Ben Walsh, a history and IT consultant, sympathises with companies trying to sell content online: “The biggest headache for content providers is that it costs you more to use an image on a web site than it does on a CD-Rom. And when you put it on the Net, people don’t want to pay for it. So when you publish online, your costs are higher and your returns are nil. No one has cracked this problem yet.”

Mark Robinson, ICT co-ordinator at Ambleside School, is opposed to paying for Internet content and says: “If it’s on the Net, it should be free. The death of it will be if it gets taken over by companies that want to charge for their content.”

Stephen Heppell, of Anglia Polytechnic University’s Ultralab, has no objection to subscription services paid for by a school or LEA, but says:

“The most alarming scenario is kids logging on to a website and finding that the content they access depends on the amount of money they spend.
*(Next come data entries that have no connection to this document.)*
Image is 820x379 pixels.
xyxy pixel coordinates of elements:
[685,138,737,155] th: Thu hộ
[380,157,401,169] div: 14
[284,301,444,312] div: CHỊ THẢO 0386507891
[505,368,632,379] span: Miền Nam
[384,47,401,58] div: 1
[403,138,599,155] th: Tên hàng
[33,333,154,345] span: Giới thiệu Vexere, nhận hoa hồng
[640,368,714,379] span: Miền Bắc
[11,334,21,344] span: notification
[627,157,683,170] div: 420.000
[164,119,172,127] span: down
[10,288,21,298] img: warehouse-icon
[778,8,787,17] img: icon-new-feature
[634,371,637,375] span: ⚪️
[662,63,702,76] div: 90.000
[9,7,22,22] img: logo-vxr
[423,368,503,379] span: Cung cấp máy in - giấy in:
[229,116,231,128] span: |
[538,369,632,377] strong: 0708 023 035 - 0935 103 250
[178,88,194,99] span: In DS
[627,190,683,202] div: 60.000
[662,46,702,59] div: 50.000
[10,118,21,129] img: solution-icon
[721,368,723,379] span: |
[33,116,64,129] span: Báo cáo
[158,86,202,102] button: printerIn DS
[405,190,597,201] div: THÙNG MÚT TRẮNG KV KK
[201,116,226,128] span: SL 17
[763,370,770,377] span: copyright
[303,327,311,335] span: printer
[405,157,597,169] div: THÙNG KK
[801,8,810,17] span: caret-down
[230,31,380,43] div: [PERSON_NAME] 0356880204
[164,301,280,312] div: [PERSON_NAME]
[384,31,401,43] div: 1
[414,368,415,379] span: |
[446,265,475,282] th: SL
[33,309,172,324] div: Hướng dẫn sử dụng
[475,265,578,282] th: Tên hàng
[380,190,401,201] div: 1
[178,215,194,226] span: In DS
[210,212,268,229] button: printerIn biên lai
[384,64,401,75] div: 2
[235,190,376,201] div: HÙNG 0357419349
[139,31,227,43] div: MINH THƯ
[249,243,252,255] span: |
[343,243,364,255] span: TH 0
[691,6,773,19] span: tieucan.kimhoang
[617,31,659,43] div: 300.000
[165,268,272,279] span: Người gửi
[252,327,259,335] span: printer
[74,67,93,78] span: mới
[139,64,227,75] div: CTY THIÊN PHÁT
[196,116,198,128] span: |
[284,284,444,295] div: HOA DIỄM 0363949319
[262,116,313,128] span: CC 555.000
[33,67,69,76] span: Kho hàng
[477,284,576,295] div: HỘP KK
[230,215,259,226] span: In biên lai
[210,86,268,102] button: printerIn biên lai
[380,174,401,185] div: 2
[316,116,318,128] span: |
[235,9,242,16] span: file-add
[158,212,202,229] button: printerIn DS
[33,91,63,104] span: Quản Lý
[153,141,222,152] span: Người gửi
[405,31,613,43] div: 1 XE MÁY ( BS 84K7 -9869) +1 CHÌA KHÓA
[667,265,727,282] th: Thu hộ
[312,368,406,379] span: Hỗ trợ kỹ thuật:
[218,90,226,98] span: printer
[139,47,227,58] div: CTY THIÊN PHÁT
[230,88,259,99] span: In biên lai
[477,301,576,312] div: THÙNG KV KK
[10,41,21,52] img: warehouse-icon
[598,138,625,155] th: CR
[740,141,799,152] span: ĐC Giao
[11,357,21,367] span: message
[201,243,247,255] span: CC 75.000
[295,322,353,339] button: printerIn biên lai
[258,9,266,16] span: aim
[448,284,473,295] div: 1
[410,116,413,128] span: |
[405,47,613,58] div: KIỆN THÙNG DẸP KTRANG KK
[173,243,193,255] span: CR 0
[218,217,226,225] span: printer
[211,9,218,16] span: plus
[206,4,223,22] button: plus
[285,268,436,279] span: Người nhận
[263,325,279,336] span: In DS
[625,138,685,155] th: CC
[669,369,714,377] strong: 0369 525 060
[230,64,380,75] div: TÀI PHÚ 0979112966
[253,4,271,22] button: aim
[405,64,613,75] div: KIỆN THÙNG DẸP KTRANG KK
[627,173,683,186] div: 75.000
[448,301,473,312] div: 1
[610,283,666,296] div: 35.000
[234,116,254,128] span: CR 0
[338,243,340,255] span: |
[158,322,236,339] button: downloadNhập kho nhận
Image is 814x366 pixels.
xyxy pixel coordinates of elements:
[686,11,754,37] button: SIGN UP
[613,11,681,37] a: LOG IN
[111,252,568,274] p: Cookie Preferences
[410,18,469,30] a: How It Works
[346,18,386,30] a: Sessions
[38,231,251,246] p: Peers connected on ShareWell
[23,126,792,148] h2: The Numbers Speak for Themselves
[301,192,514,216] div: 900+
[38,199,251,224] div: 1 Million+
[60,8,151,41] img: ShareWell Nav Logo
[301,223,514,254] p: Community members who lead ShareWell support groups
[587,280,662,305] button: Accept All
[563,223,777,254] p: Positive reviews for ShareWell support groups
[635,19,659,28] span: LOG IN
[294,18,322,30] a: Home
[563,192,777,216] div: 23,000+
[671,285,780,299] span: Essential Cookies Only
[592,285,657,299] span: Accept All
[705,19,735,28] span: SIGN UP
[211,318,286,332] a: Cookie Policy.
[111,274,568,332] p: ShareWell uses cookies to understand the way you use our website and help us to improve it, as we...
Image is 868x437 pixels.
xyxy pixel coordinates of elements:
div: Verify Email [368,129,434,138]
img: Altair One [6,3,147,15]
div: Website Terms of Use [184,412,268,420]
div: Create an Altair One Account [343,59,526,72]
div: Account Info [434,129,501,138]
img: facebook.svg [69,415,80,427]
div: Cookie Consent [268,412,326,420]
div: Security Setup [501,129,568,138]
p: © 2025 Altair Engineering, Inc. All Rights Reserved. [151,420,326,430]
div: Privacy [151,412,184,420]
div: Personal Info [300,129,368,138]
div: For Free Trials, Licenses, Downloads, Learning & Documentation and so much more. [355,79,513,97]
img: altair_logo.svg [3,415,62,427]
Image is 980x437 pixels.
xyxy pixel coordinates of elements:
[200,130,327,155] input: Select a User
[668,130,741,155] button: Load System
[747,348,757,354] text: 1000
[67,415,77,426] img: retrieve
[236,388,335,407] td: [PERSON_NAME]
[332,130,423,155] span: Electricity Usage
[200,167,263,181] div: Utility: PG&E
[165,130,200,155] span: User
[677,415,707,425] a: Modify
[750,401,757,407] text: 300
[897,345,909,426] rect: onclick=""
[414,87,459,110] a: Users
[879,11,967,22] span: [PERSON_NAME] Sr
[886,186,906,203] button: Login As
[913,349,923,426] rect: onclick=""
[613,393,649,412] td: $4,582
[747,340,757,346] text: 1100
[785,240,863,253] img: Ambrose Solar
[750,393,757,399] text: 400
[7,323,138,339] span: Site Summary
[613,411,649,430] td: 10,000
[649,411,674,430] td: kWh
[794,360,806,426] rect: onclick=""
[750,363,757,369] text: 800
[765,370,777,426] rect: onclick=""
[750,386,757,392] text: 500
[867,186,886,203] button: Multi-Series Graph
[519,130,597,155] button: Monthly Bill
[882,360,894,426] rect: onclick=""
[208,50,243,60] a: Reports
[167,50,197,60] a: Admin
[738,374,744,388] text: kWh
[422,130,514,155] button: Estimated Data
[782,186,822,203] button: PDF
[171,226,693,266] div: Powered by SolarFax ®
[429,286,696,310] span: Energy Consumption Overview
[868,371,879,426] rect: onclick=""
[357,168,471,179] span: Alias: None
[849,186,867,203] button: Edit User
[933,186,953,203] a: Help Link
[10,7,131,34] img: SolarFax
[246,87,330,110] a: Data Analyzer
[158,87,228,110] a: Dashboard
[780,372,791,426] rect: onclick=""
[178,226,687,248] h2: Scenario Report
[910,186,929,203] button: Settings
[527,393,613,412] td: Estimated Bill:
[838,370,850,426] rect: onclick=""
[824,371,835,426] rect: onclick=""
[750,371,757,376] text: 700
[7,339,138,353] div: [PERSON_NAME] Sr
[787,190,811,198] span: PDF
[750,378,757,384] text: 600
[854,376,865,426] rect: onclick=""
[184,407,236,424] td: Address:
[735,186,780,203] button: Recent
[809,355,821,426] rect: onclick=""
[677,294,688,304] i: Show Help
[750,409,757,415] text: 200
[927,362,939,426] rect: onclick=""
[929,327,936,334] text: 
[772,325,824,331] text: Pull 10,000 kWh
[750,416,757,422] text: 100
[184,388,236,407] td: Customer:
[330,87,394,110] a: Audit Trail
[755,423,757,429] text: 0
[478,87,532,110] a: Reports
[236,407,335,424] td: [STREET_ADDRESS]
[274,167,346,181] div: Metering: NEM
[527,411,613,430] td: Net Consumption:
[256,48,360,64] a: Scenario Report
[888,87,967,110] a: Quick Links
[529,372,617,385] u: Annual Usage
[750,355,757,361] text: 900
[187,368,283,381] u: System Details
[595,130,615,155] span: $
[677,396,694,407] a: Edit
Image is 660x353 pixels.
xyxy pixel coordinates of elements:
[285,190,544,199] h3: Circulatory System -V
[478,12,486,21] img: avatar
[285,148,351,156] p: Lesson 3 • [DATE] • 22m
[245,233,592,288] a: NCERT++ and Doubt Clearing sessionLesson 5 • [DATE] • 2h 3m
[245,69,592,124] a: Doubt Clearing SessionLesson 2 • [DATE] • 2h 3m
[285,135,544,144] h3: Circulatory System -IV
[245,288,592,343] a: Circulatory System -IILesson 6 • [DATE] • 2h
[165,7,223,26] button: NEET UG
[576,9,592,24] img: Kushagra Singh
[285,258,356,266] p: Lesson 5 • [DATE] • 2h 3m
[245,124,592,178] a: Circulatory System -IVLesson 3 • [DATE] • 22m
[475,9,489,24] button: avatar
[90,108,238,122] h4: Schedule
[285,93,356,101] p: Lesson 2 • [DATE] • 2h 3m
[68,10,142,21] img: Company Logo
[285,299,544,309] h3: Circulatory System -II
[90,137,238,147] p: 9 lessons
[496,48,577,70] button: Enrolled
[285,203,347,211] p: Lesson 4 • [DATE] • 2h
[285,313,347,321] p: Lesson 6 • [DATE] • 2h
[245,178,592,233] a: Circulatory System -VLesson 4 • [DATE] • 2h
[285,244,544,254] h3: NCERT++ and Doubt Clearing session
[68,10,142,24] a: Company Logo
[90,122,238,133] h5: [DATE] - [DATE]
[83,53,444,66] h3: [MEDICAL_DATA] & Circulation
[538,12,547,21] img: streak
We don’t charge kids for using the school library or for reading a book.”

The good news is that commercial companies like Dorling Kindersley will offer a mix of free and paid-for content.

However, schools must be prepared to pay for some online content says Ward:

“If you are going to receive a ‘free’ service it will probably involve some form of advertising and sponsorshipI it could be the price schools pay for getting some online content for free. It’s an issue that is going to have to be tackled.”